Bristol-Myers Squibb is the latest major pharmaceutical company to bet big on artificial intelligence, announcing a major agreement with Anthropic to deploy its AI tool, Claude, as a “shared intelligence platform” across its global operations.
This agreement puts Claude’s advanced reasoning and agent capabilities into the hands of more than 30,000 BMS employees.
While many of pharmaceutical companies’ early AI adoption focused on simple chatbots, BMS says this collaboration with humans signals a “meaningful evolution.” New Jersey pharmaceutical companies are now incorporating agent AI capabilities into daily workflows that drive drug research and development, manufacturing, and commercial operations.
“Most enterprise AI stops at chatbots,” Greg Myers, chief digital and technology officer at BMS, said in a May 20 statement. “The real value is the untapped value still locked behind decades of data silos, and this collaboration is how we get there. Claude at Anthropic gives us the agent capabilities, pace of innovation, and security we need to connect systems and put that collective knowledge into the hands of every BMS employee to accelerate innovation for patients.”
This development marks the continuation of more than three years of AI investment at BMS. The company released the first version of its AI chatbot in January 2023, shortly after OpenAI’s ChatGPT debuted.
Going forward, BMS will deploy Anthropic’s developer tool, Claude Code, to accelerate internal software and AI development and “unlock data and expertise long locked in the disconnected systems that define today’s biopharmaceuticals,” the drug company said.
Regarding core workflows that advance medicines, BMS said it will evaluate the potential to apply Claude’s AI inference to BMS’ own research data to help identify and optimize drug targets across its focus therapeutic areas of oncology, hematology, neuroscience and immunology. With the help of AI, BMS has set a goal of halving the time from target selection to lead molecule identification, CEO Dr. Chris Pohner said on an April 30 investor call.
When it comes to clinical development, the company is building automation into trial documentation, which could potentially minimize the time between data lock and regulatory filing. A September analysis from McKinsey estimates that Agentic AI could increase clinical development productivity by 35% to 45% in terms of time savings over the next five years.
When it comes to manufacturing, BMS aims to improve quality and compliance with the help of AI, from root cause investigation and documenting preventive measures to bulk release decisions. With commercialization, the company hopes that AI will “turn field insights into structured intelligence, enabling more personalized and timely engagement with healthcare professionals.”
Eric Kauderer-Abrams, Anthropic’s head of life sciences, said a platform of Claude’s scale will create a “single layer of intelligence” that will revolutionize pharmaceutical capabilities. By connecting to thousands of data sources, Claude said, “we can generate clinical research reports from underlying clinical trial data, uncover the proper scientific context from decades of in-house research, and track the root cause of manufacturing deviations in real time.”
The partnership between BMS and Anthropic comes on the heels of Anthropic hiring Novartis CEO Vasu Narasimhan to its board of directors, demonstrating the AI heavyweight’s life science ambitions.
BMS’ widespread deployment of Anthropic’s Claude highlights the escalating arms race between top Silicon Valley companies and big pharmaceutical companies to build AI capabilities.
One of BMS’ neighbors in New Jersey, Merck & Co., recently embarked on a similarly broad and multifaceted approach to deepening the involvement of AI in its infrastructure. Merck has signed a $1 billion enterprise agreement with Google and its agent AI ecosystem built on Gemini. Merck also aims to deploy Gemini to improve research and development workflows, manufacturing, and productivity in its corporate sector.
Other industry leaders are similarly moving quickly to limit partnerships with AI. Novo Nordisk recently selected OpenAI to integrate ChatGPT developer capabilities from drug discovery to commercial operations. Following the partnership with Novo, OpenAI launched the GPT-Rosalind model focused on biology, drug discovery, and translational medicine.
Meanwhile, Eli Lilly and Roche are busy closing drug discovery deals with AI-based biotechs, while inking AI infrastructure partnerships with Nvidia. Companies such as Sanofi, AstraZeneca, and GSK also continue to build in-house and multivendor AI ecosystems.
In a May 20 statement, Meyers said companies that “learn to do things fundamentally differently with AI” will lead the next decade of biopharmaceuticals, and “BMS intends to be one of them.”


- [Your goal] Reply solely with the number of lines, in the records underneath, that include the word "Product".

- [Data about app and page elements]
+-------+
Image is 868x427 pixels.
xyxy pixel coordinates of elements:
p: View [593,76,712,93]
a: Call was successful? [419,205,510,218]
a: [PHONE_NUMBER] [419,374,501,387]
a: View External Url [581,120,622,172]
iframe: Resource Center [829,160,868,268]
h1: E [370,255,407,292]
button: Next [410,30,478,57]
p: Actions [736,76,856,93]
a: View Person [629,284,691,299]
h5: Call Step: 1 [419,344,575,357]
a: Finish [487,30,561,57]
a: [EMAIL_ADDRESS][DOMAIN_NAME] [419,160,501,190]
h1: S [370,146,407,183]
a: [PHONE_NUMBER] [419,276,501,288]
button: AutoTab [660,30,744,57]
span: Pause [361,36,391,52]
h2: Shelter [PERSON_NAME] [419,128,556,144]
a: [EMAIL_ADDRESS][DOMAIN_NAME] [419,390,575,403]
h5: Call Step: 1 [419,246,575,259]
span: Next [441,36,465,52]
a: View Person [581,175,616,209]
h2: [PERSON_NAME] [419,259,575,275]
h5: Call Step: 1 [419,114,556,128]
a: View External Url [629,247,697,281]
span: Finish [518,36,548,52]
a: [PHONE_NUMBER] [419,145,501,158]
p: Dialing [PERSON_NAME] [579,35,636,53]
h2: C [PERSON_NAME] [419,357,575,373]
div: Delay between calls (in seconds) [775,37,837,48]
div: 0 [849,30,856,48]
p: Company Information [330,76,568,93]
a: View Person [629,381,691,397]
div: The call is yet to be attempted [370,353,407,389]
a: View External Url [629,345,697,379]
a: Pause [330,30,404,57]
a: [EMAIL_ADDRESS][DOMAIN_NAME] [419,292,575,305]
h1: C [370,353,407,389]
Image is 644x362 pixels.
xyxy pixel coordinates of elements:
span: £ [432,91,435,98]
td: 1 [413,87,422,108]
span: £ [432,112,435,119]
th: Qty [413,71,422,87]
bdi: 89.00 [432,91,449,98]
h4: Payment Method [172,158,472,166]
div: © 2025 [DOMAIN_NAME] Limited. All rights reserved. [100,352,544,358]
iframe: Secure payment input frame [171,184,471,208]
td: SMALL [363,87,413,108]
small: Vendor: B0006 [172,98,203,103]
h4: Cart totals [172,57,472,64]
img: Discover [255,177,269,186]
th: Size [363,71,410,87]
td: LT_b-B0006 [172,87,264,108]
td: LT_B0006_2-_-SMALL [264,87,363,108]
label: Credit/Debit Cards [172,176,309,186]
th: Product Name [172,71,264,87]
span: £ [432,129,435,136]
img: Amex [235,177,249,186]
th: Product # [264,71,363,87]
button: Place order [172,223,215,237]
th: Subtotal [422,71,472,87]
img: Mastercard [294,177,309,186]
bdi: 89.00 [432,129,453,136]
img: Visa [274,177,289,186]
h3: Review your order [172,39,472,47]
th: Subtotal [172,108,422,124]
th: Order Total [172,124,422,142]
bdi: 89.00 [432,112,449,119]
+-------+
- [Exercise output] 2